Housing ambition to delivery
From Ambition to Delivery: What If we planned for reality? Thoughts from a practitioner...
Scottish planning is rich in ambition. National policy, action plans and spatial strategies set out a confident vision for sustainable growth and inclusive places. Yet on the ground, a different picture is emerging; one where the gap between policy intent and delivery reality is widening.
Nowhere is this more visible than in housing.
A declared national housing emergency, echoed by several local authorities, sits alongside declining housing starts and completions, lengthening determination timescales, slow progress on emerging Local Development Plans and uncertainty around Regional Spatial Strategies. Expectations are rising but delivery is not keeping pace.
So, what if we reframed the conversation?
What if future-ready thinking in Scotland was less about what policy aspires to, and more about what can actually be delivered and when?
Too often, projects that rely on policy compliance alone are exposed to delay, risk and value erosion.
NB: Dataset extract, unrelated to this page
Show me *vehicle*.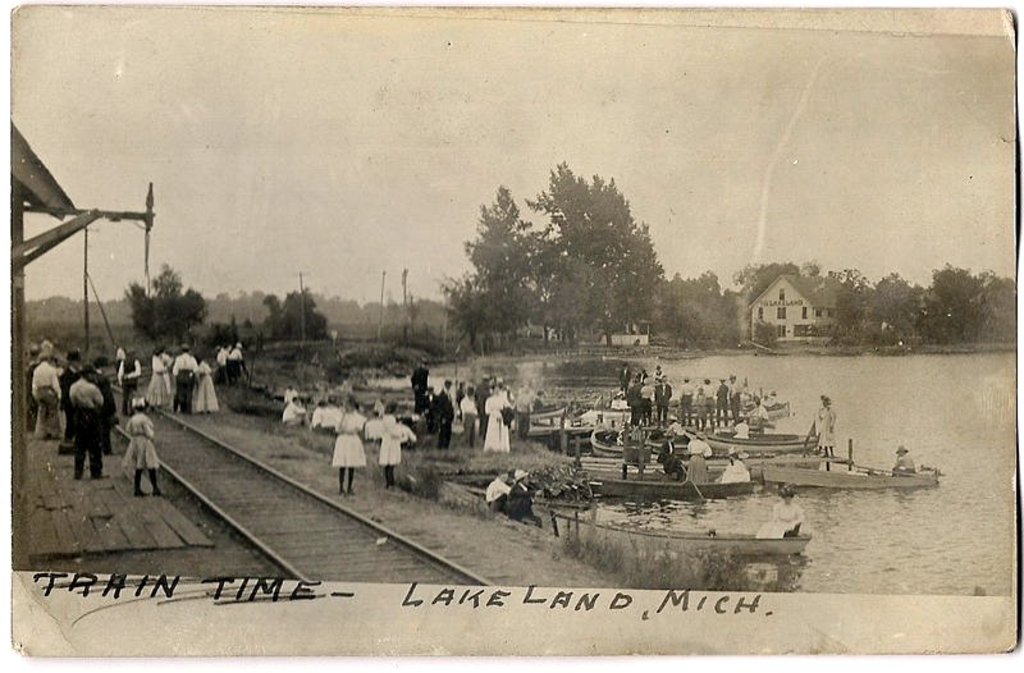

Planning risk becomes programme risk; programme risk becomes viability pressure; and viability pressure leads to stalled sites. In contrast, schemes that confront delivery conditions early, infrastructure capacity, market absorption, energy transition requirements, funding constraints and consenting pathways are better placed to move forward, even within a constrained system.
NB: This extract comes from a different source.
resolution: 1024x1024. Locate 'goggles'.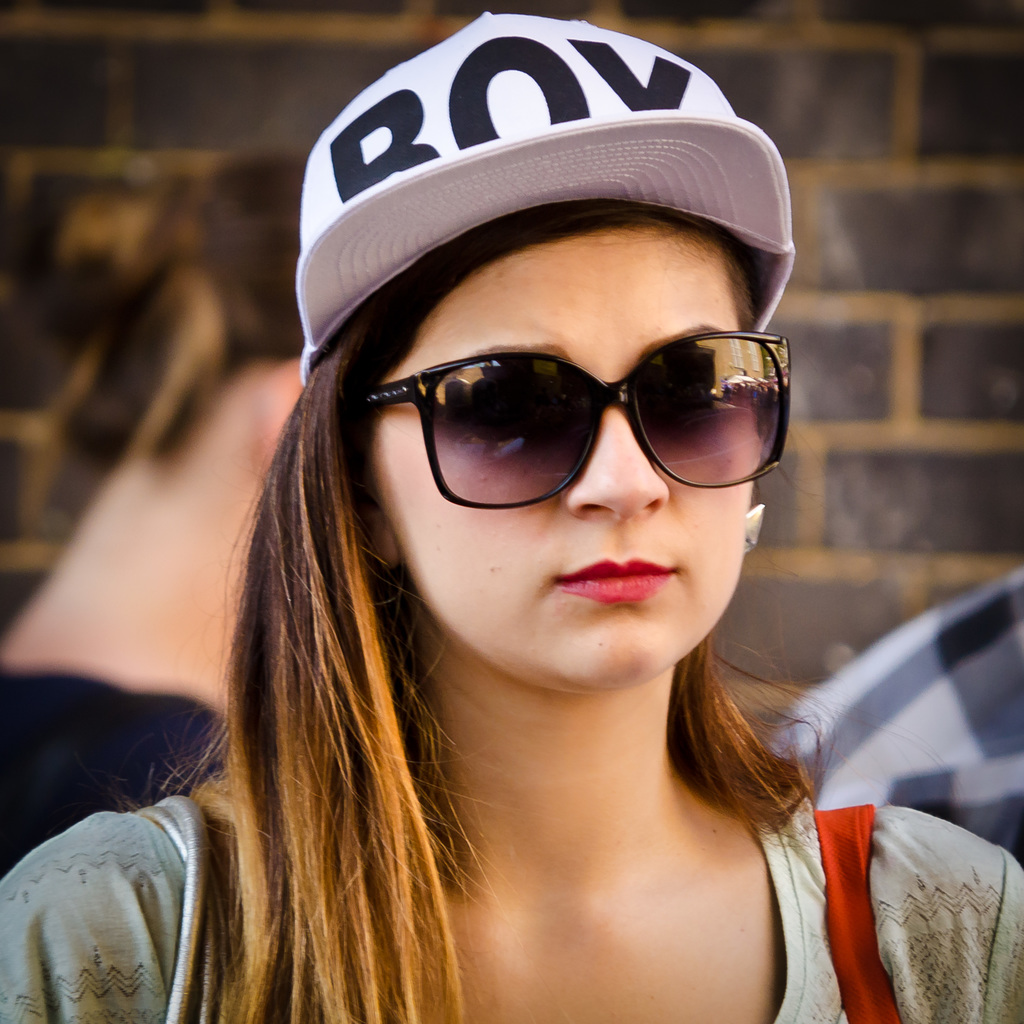
[left=364, top=302, right=784, bottom=522].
What if delivery thinking became embedded at the start of the planning process, rather than retrofitted at the end?
With further institutional change being discussed ahead of the next Scottish elections including proposals such as a new executive agency, “More Homes Scotland”, focused on simplicity, scale and speed there is clearly political appetite to accelerate housing delivery. But structural reform alone will not close the gap between ambition and outcomes.
The immediate challenge remains more fundamental: aligning policy aspiration with delivery mechanics. What if planning conversations routinely asked:
Is this viable? Is infrastructure aligned? Is the consenting pathway proportionate to the outcome? And crucially who is responsible for unlocking delivery at each stage?
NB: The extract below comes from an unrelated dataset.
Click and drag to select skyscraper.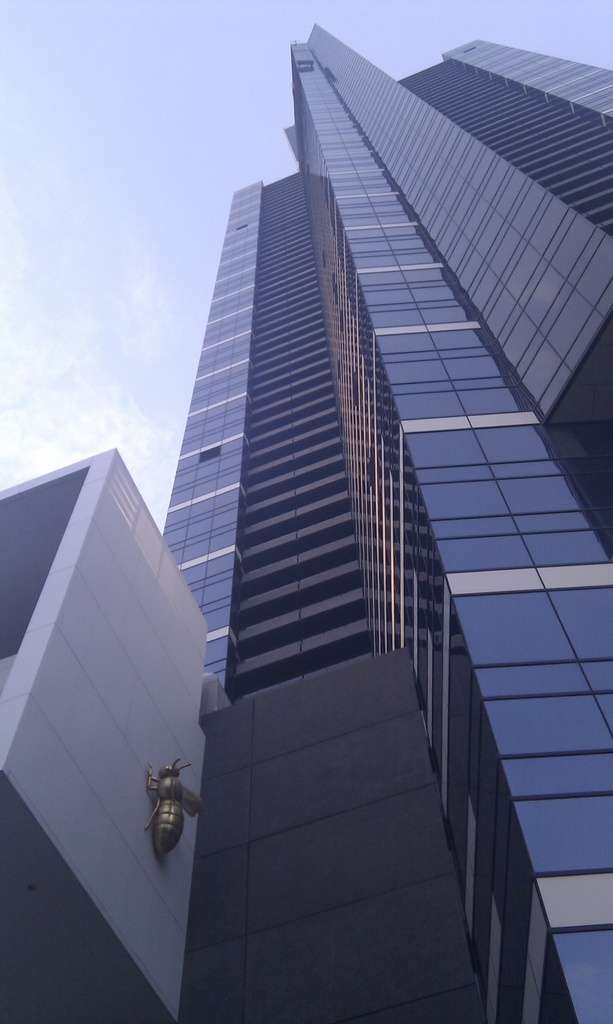
Selection: box=[0, 10, 612, 1023].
Scotland does not lack vision. It risks lacking traction.
Closing the delivery gap is not about lowering ambition; it is about grounding ambition in market reality, programme certainty and coordinated action. Housing, strategic land and infrastructure-led growth all point to the same lesson: what matters is not simply what policy says should happen, but what can realistically be delivered and at what pace.
If Scotland is serious about addressing its housing emergency, perhaps the most important “what if” of all is this: what if delivery became the central organising principle of the planning system?